Hard in his bibliography (p. xxxv) lists two modern editions of Pseudo-Diogenes' letters: A.J. Malherbe, The Cynic Epistles (Missoula, 1977) and E. Müseler, Die Kynikerbriefe, 2 vols. (Paderborn, 1994). I think Hard is translating from Müseler's edition, although he doesn't explicitly say so. Neither edition is available to me, although I can see the apparatus for this letter from Müseler's edition via Google Books' "snippet view." The only Greek text I have access to is in Epistolographi Graeci, ed.
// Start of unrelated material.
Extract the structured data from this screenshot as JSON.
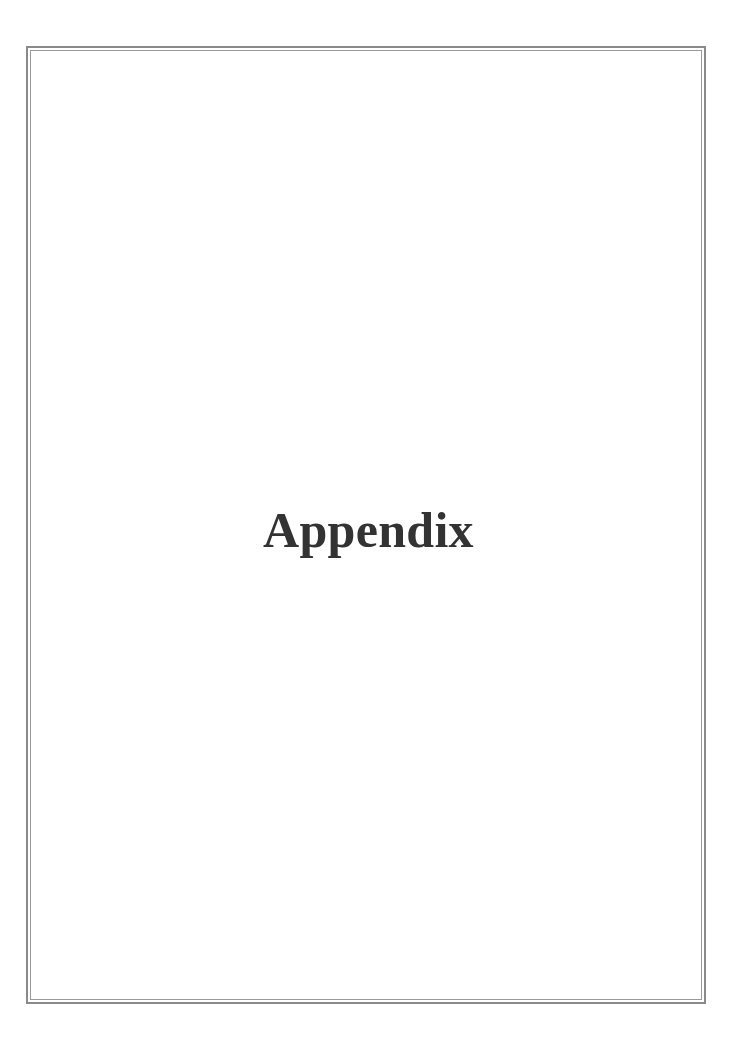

Rudolph Hercher (Paris: Firmin Didot, 1873), p. 256:
Οὐ μόνον ἄρτος καὶ ὕδωρ καὶ στιβὰς καὶ τρίβων σωφροσύνην καὶ καρτερίαν διδάσκουσιν, ἀλλ' εἰ χρὴ οὕτως φάναι, καὶ ποιμενικὴ χείρ. ὤφελον καὶ τὸν πρὶν ἐκεῖνον βουκόλον ὄντα ἐξεπίστασθαι. ἐπιμέλου οὖν καὶ ταύτης ἔνθα ἂν ἐπείγῃς· ἔστι γὰρ ἐκ τῆς συντάξεως τοῦ ἡμετέρου βίου. τὰς δὲ πρὸς τὰς γυναῖκας ἀκρατεῖς ἐντεύξεις πολλῆς δεομένας σχολῆς ἔα πολλὰ χαίρειν· οὐ γὰρ σχολή τι μόνον πτωχὸν αἰτεῖν κατὰ Πλάτωνα, ἀλλὰ τῷ ἐπ' εὐδαιμονίαν σύντομον ἐπειγομένῳ ἡ πρὸς γυναῖκας ἔντευξις ὄνησιν φέρει ἀνθρώπων δ' ἰδιωτῶν πολλῶν, οἷς ὁμοίως διὰ ταύτην τὴν πρᾶξιν ζημία, περιμαθήσεις παρὰ τοῖς μεμαθηκόσιν ἐκ παντὸς ἐργάσασθαι. σὺ μὴ ἐπιστρέφου, μηδ' εἴ σε διὰ τὸν τοιοῦτον βίον κύνα τινὲς ἢ ἄλλο τι ἀποκαλῶσι χεῖρον.
Here is the apparatus from Müseler's edition:


The Schafstaedt who emended παντὸς to Πανὸς is Heinrich Schafstaedt, De Diogenis Epistulis (diss. Göttingen, 1892), p. 39. Wilamowitz supervised Schafstaedt's dissertation, and his correction of πρὶν to Πάριν also appears on the same page.

Hercher doesn't give a complete Latin translation of this letter, presumably because of its scabrous subject matter.

Related post: A Gift of the Gods.

Newer›  ‹Older

This page is powered by Blogger. Isn't yours?